Hi Hal,
Rambus will be in all those markets where a very high speed memory-to-chip interface is required. The problem is that all those markets put together, for at least the next few years, are small compared to the PC memory market.
MileHigh: The market will determine the price of DRDRAM, and therein lies the Rambus dilemma: if it is priced too high relative to other RAM, nobody will buy it; if it is priced competitively with other RAM, the royalties will be diminished.
I had been predicating my bullishness on Rambus on the statements by analysts (which can be found on this thread) about the expected size, in dollars, of the DRAM market in the year 2001. Rambus should have a very sizable share of that market by then. Calculate some conservative royalty numbers, and you could see a share price for Rambus between $80 - $200, perhaps more.
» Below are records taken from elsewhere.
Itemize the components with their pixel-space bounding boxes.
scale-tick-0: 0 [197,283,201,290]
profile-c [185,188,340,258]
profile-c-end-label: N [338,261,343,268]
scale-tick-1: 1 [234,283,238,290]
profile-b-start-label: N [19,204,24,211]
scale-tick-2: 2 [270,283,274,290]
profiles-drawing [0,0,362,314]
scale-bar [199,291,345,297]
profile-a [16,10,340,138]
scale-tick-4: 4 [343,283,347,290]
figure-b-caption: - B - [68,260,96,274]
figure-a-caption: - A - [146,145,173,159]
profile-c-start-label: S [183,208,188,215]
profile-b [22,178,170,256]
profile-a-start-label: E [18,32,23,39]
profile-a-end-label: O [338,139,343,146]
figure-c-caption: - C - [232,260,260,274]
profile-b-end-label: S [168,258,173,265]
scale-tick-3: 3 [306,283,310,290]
The problem is, the DRAM market, in dollars, continues to shrink. And I just don't see the DRAM market coming even close to those rosy predictions. Prices keep falling; by the end of this year, you will probably be able to put 64MB of SDRAM in a system for about $30. Anyone who thinks that DRDRAM can set it's own price, because of it's superior performance, and does not have to compete with this, is fooling themselves.
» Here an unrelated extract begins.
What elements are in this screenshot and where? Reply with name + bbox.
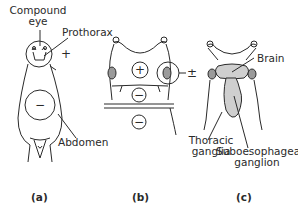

Perhaps H&Q has come to this conclusion with their earnings revision. (Interesting that they have reiterated their buy recommendation while revising estimates down; I have not researched these things on my own, just read them off the thread. Are they both true?)
You asked what kind of breakthrough Rambus could come up with to overcome this. I don't see it as a technology issue, at least from the Rambus standpoint. What Rambus needs is some stimulus that will cause people and companies to consume, in dollars, much more DRAM than they are consuming now. Some application area that is very crude now, like Virtual Reality, that will make a quantum leap with Intel's new processors and lots of DRDRAM; more internet bandwidth would certainly open up some doors to new applications needing more horsepower; video on demand, interactive TV, etc.
I just don't see the next memory hungry mass market application popping up very soon. But they always come along eventually.